Notes from a Small Island, by Bill Bryson (@McClellandBooks) #seenreadingTO
Sunday, April 10, 2011 at 9:00AM Southbound, Greenwood and Dundas
Caucasian female, early 60s, with short grey hair, wearing red-framed glasses, long black trench coat and green and red silk scarf.
Notes from a Small Island, Bill Bryson (McClelland & Stewart)
Page 72:
Knowing already of the town's carefully nurtured reputation for gentility, I moved there in 1977 with the idea that this was going to be a kind of English answer to Bad Ems or Baden-Baden - manicured parks, Palm Courts with Orchestras, swank hotels where men in white gloves kept the brass gleaming, bosomy ladies in mink coats walking those little dogs you ache to kick (not out of cruelty, you understand, but from a slmple, honest desire to see how far you can make them fly). Sadly, I have to report that almost none of this awaited me.

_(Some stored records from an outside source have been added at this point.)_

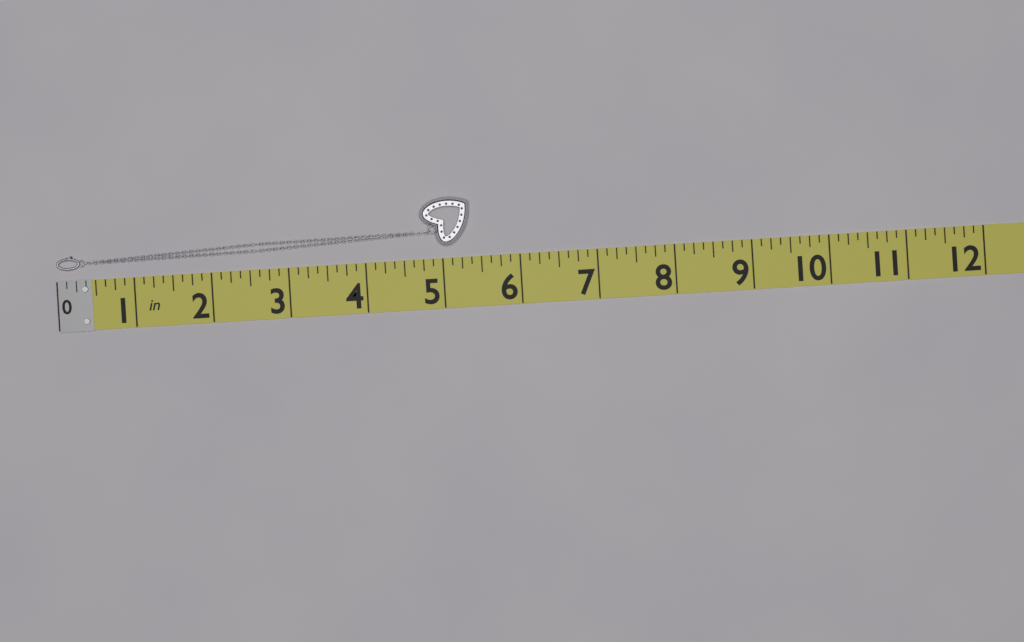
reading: 5.375 in
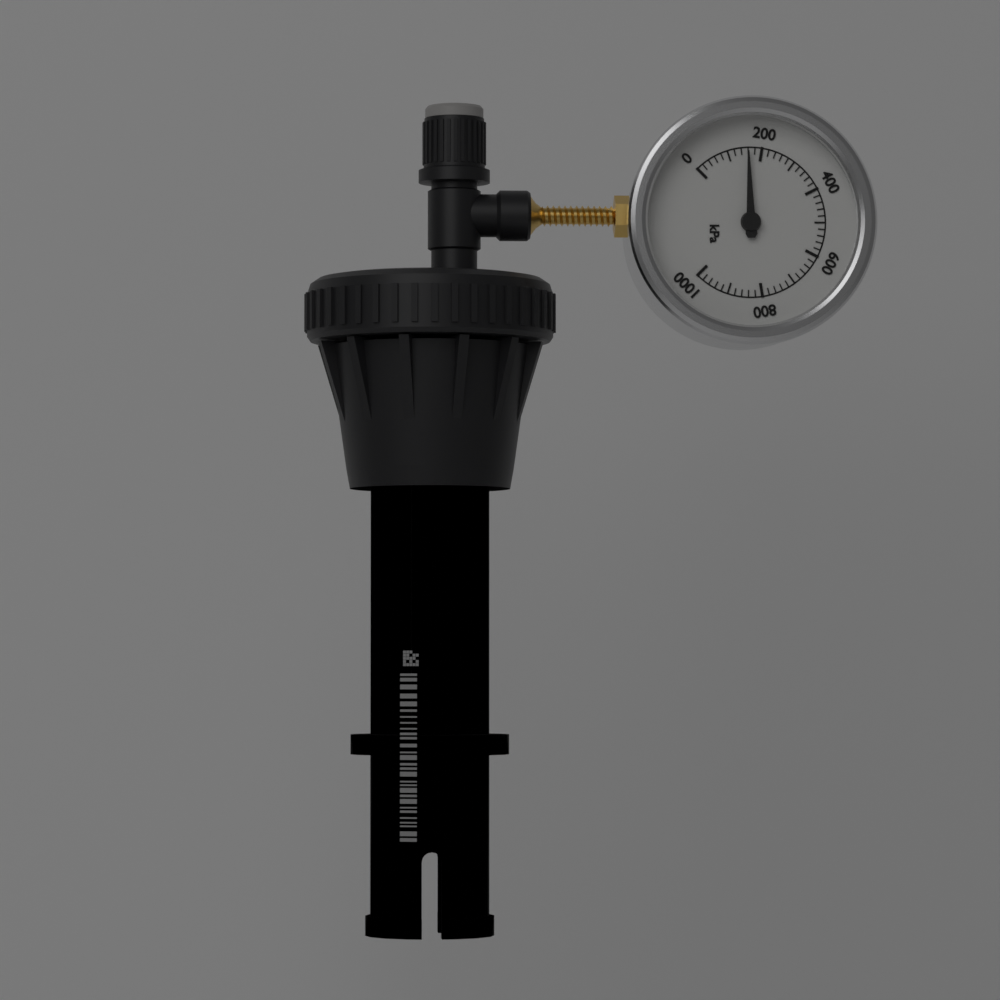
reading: 160 kPa
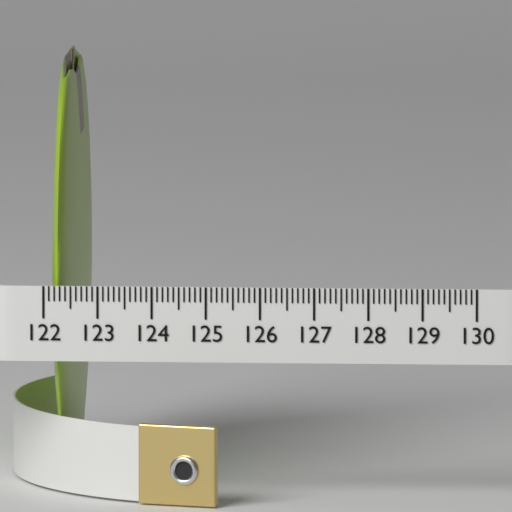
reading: 122.5 (no unit)
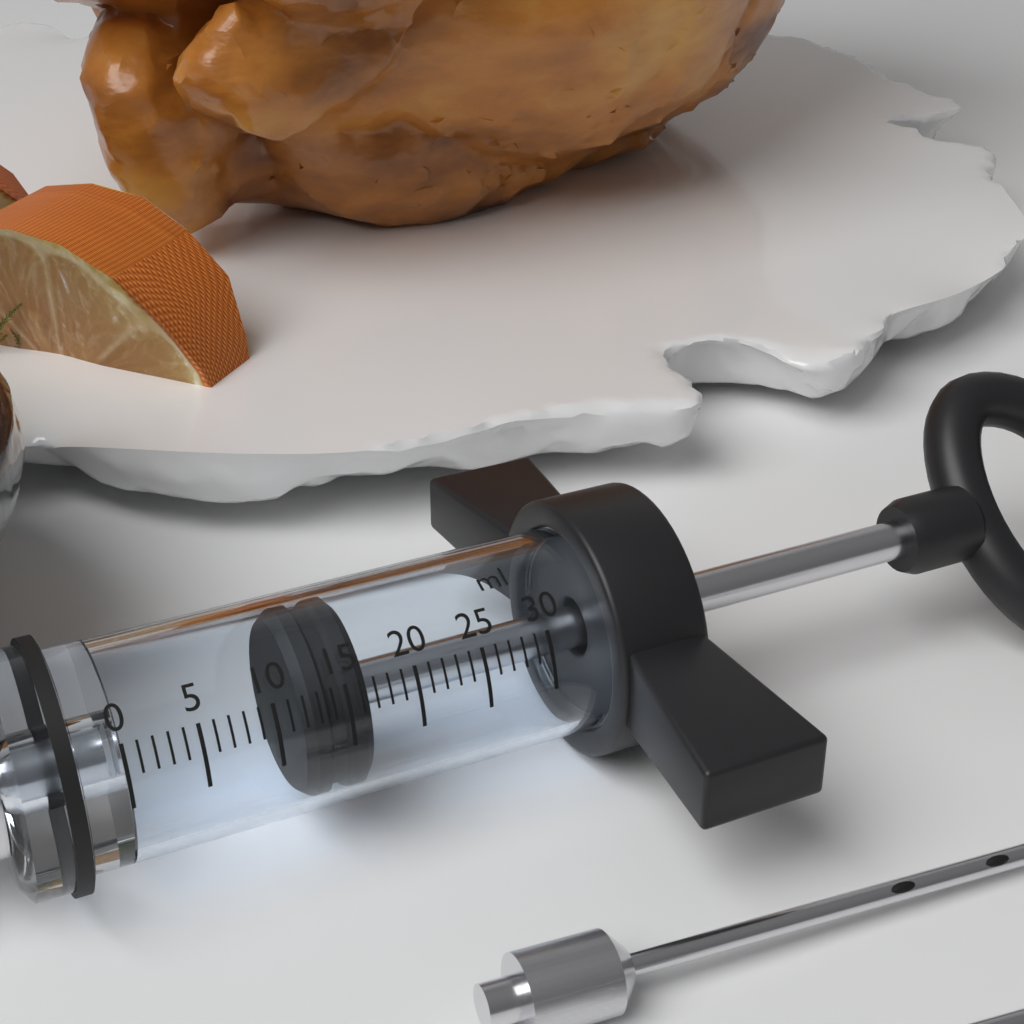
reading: 12 ml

She was at the age now of the mother of that author, the one who wrote a family column on raising a son as a single mother, trying to date while starting a new novel and the recent addition of her mother living steps away in the converted garage. It had been her study for years, but now it housed the woman the author described "as alien to me as if she'd fallen from the stars, beyond the stars, far beyond the stars where it's common sense to wear a cable-knit sweater on a summer day, and, judge me if you will, all I could imagine in that moment was her head facedown in the sand, my hand holding her in place, catching just a few solitary moments of sunshine against my bare shoulders." At the time, it had horrified the woman. She'd always been coldblooded and dreaded the day her own child might resent her for needing to layer. But there was something to be said about these small dogs, their neighbour's in particular, no bigger than the base of a compost bin.